Sections

Research

Temperatures rising: The struggle for bases and access in the Pacific Islands

Republic of Singapore Navy guided-missile frigate RSS Tenacious arrives in preparation for Rim of the Pacific (RIMPAC) military exercises at Joint Base Pearl Harbor-Hickam, Hawaii, U.S. June 25, 2018. Picture taken June 25, 2018.  U.S. Navy/Mass Communication Specialist 1st Class Jason Abrams/Handout via REUTERS.     ATTENTION EDITORS - THIS PICTURE WAS PROVIDED BY A THIRD PARTY

Executive summary

The Pacific island clusters of Melanesia, Micronesia, and Polynesia share a geopolitical reality: they lie in the main space that separates the world’s two biggest powers. The United States has retained an arc of territories and bases across the northern reaches of Oceania, though it has at times neglected the underlying relationships that support this access. Recently, China has been trying to take advantage of that neglect by advancing its economic, resource, and diplomatic interests in the region.

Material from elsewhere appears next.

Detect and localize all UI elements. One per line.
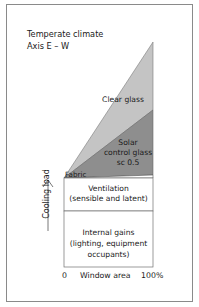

The Pacific Islands are particularly important to China’s “counterinsurgency” strategy, which seeks to prevent reinforcement of the United States’ position inside the first island chain — a string of islands that encloses the seas immediately off China’s eastern coast. Beijing’s tactics involve using presence, investment, diaspora, elite ties, corruption, and pressure to acquire diplomatic relationships and logistics access. Not all Chinese advances have been successful, but China is making inroads across the southern reaches of the region. While the United States, Australia, and Japan are undertaking robust (albeit belated) soft power efforts to dull China’s expanding influence, questions around employing hard power loom. The United States is still debating whether to reinforce its military presence inside the first island chain, under the shadow of Chinese missile trajectories, or fall back to the second chain — or beyond — in Oceania.